Checked pre-requisites:

  • git
  • virtualenv
  • make
  • virtualbox
  • vagrant
  • ssh-credentials
  • ssh-agent
  • aws-credentials
  • vault
  • brew (MacOS only)
  • [email protected] (MacOS only)
  • libffi (MacOS only)
  • libssh2 (MacOS only)
  • cmake (MacOS only)

updating

git pull
./update.sh

configuration

The project file ./projects/elife.yaml describes the eLife projects that can be built and their environments. See here for more project file documentation.

Multiple project files can be configured by copying settings.yaml.dist to settings.yaml and then modifying project-files.

After successfully installing and configuring builder, try launching a Vagrant machine to test all is working correctly:

PROJECT=basebox vagrant up

development

builder is a Python project and it's dependencies are captured in a Pipfile.

It's virtualenv is found in ./venv and can be activated with ./venv/bin/activate.

To update a dependency, modify the Pipfile and run ./update-dependencies.sh to refresh the Pipfile.lock and requirements.txt files. You will need pipenv installed.

testing

./test.sh

Vagrant

The Vagrantfile can build any project:

$ PROJECT=journal vagrant up

or use the menu:

$ vagrant up
You must select a project:

1 - journal--vagrant
2 - api-gateway--vagrant
3 - ...
>

The Vagrantfile will call a Python script to discover which projects are available.

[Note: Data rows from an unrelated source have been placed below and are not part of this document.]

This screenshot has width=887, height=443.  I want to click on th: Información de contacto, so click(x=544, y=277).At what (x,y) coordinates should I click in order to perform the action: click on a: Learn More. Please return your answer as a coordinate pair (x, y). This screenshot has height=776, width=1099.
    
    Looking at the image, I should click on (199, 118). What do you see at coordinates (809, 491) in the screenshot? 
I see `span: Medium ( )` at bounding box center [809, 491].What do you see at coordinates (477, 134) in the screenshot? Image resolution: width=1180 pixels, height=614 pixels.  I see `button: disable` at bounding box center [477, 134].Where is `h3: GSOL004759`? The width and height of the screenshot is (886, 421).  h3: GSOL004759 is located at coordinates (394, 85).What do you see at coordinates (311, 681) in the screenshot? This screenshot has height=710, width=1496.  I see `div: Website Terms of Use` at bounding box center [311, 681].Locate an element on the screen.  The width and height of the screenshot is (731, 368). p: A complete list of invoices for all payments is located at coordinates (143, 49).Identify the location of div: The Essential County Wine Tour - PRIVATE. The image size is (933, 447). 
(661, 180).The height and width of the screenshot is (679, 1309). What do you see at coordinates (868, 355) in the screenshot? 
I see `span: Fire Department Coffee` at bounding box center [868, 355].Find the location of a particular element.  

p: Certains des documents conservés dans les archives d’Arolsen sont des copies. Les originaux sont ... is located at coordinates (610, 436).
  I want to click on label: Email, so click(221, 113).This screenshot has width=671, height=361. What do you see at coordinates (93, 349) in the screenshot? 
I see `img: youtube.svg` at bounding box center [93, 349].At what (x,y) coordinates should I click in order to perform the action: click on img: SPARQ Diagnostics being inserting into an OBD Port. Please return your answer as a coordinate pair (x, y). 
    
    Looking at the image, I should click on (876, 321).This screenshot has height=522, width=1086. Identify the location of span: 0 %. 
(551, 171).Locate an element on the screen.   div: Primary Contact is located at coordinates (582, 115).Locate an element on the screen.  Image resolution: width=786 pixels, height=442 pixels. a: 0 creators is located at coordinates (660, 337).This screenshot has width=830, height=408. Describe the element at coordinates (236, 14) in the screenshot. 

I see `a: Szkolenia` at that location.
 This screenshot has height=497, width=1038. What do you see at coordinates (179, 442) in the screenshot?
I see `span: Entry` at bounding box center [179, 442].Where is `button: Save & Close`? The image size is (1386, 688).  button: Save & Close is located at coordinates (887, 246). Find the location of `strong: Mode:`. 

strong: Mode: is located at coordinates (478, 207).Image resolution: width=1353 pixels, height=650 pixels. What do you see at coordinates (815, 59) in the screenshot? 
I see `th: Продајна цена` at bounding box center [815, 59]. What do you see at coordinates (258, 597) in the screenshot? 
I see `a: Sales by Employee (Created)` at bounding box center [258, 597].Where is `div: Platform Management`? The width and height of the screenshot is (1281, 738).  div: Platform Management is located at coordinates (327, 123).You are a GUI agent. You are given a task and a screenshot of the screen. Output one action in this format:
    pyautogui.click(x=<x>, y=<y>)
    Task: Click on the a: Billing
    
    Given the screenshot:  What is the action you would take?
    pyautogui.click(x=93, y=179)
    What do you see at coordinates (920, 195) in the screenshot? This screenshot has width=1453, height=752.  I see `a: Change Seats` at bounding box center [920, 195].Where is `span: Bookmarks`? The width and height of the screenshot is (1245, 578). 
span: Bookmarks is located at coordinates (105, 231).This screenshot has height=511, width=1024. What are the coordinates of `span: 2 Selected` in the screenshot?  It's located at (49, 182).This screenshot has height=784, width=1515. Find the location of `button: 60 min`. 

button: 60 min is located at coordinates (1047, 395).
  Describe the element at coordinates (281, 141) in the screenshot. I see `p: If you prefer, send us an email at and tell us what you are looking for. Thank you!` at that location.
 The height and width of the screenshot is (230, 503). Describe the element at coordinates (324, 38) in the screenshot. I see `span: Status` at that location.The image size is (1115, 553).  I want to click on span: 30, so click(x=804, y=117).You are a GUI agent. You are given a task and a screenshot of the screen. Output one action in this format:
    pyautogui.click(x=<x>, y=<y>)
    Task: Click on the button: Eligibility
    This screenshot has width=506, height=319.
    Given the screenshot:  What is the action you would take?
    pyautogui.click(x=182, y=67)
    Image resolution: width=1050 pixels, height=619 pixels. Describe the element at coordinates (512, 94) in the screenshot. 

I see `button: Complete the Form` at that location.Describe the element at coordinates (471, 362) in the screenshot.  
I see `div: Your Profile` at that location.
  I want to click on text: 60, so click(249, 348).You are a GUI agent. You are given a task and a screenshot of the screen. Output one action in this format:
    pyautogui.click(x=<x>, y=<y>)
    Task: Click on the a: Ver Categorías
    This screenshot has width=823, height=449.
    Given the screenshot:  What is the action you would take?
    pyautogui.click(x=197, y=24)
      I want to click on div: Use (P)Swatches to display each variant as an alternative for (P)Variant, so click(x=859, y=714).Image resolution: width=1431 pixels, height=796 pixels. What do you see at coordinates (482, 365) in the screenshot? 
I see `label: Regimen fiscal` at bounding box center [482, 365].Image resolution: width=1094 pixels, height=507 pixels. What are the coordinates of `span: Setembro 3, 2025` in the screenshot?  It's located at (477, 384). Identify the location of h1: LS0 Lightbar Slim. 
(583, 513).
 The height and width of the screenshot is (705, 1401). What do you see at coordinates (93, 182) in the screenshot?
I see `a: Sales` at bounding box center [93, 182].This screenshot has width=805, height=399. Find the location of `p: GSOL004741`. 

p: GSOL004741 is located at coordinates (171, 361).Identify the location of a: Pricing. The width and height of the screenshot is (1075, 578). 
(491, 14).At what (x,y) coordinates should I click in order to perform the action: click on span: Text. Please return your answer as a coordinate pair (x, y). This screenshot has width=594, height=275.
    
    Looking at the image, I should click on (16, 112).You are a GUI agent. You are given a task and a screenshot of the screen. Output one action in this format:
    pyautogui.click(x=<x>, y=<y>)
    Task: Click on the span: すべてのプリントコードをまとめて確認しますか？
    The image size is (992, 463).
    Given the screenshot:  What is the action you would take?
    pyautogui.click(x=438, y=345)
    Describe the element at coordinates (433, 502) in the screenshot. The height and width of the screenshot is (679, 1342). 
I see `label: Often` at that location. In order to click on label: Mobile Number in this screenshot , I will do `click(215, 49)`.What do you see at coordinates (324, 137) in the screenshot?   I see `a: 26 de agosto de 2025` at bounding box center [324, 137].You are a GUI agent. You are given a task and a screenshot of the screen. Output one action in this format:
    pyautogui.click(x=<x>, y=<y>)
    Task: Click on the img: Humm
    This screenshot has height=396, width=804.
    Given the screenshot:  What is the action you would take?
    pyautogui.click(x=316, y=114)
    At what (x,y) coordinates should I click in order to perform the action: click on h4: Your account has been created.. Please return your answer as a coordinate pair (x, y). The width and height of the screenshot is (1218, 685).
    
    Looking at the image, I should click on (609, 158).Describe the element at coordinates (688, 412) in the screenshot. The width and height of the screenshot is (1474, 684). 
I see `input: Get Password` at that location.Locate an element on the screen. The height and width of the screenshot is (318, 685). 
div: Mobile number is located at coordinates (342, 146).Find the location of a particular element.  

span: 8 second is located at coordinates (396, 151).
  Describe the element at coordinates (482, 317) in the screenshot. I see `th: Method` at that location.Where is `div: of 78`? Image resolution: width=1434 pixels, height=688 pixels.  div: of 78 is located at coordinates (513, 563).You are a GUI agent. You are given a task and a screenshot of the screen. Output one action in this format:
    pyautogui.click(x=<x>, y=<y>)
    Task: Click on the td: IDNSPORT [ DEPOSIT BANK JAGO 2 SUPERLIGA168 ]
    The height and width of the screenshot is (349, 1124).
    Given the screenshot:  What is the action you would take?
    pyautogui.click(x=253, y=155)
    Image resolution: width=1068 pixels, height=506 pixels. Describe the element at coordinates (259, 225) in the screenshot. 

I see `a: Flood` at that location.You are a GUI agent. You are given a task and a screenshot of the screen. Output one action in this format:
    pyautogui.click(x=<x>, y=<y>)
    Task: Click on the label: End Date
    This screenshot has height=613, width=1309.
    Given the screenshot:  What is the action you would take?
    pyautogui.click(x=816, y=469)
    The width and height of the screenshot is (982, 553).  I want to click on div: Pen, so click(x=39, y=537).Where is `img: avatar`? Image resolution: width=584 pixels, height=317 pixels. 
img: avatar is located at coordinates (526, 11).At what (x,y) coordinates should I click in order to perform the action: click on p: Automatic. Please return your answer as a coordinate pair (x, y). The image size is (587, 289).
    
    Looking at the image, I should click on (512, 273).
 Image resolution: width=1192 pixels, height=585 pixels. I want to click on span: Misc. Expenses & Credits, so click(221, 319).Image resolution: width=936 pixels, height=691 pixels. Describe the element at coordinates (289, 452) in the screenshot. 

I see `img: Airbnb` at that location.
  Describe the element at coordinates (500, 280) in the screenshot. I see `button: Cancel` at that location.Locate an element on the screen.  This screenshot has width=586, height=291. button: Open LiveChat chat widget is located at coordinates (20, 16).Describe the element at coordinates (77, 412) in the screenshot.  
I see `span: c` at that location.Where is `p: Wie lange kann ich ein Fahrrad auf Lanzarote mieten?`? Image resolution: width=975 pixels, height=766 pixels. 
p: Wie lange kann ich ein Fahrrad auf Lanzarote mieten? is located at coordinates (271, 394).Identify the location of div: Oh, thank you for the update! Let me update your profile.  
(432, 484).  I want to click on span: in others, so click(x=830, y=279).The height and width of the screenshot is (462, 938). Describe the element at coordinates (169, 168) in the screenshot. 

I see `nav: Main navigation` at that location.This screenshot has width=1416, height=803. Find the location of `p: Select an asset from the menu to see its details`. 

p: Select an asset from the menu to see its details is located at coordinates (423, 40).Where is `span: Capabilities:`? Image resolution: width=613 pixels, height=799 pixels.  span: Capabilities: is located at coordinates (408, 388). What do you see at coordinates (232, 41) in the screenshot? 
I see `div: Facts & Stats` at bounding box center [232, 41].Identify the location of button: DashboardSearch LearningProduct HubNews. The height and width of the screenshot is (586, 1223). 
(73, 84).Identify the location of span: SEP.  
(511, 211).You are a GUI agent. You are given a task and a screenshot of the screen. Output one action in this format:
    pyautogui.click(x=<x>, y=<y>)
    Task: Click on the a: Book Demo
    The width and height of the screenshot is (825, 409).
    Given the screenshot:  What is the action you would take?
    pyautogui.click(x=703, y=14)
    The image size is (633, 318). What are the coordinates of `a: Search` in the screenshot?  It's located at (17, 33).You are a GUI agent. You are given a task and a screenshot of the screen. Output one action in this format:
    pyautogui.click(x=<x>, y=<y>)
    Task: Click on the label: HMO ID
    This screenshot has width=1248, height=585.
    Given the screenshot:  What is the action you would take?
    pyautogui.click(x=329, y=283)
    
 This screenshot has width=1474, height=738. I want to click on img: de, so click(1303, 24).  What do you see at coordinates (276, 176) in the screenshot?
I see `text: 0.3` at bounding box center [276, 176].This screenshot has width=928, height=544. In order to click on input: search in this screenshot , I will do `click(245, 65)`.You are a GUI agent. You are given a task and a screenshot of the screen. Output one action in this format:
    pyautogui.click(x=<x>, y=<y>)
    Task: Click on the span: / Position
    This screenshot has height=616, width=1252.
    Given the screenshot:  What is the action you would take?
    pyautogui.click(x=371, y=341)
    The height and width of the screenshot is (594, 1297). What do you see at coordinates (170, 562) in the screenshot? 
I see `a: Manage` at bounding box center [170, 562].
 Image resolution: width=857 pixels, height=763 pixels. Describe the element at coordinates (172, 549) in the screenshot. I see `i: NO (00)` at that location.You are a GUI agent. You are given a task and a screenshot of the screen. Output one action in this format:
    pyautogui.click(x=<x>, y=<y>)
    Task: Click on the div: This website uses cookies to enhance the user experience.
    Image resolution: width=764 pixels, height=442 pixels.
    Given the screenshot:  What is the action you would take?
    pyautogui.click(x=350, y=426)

To execute that script with Docker:

touch .use-docker.flag

Note: if you wish to use a private key not in ~/.ssh/id_rsa, you can customize the SSH key path.

Note: if you wish to use a hypervisor other than virtualbox, you can use the vagrant-mutate plugin to rebuild the ubuntu/trusty64 box for your own hypervisor. See the vagrant and virtualbox documentation.

Working with formula branches in Vagrant

Project formulas are cloned to the local ./cloned-projects directory and become shared directories within Vagrant.

Changes to formulas including their branches are available immediately.

Working with project branches in Vagrant

Run the following command inside Vagrant to change the remote commit or branch:

$ set_local_revision $commitOrBranch

Then apply the formula inside Vagrant with sudo salt-call state.highstate or from outside with vagrant provision.

AWS (Amazon Web Services)

The other half of the builder project is the ability to create and manage AWS (Amazon Web Services) and GCP (Google Cloud Platform) resources. This is controlled with the bldr script:

$ ./bldr -l

Will list all available tasks.

builder relies on a ~/.aws/credentials file containing configuration for accessing your AWS account.

A master-server instance must exist before project instances can be brought up. See here.

To create a project instance:

$ ./bldr launch

Or specify a project and an instance ID directly with:

$ ./bldr launch:journal,myinstanceid

To ssh into this project instance:

$ ./bldr ssh:journal--myinstanceid

If the instance ID used matches the name of an alternate config (under 'aws-alt') in ./projects/elife.yaml then that alternate configuration will be used.

Some alternate configurations are unique (like most prod configurations) and you won't be able to use that ID.

More

General:

AWS:

Troubleshooting:

Development:

Copyright & Licence

The builder project is MIT licenced.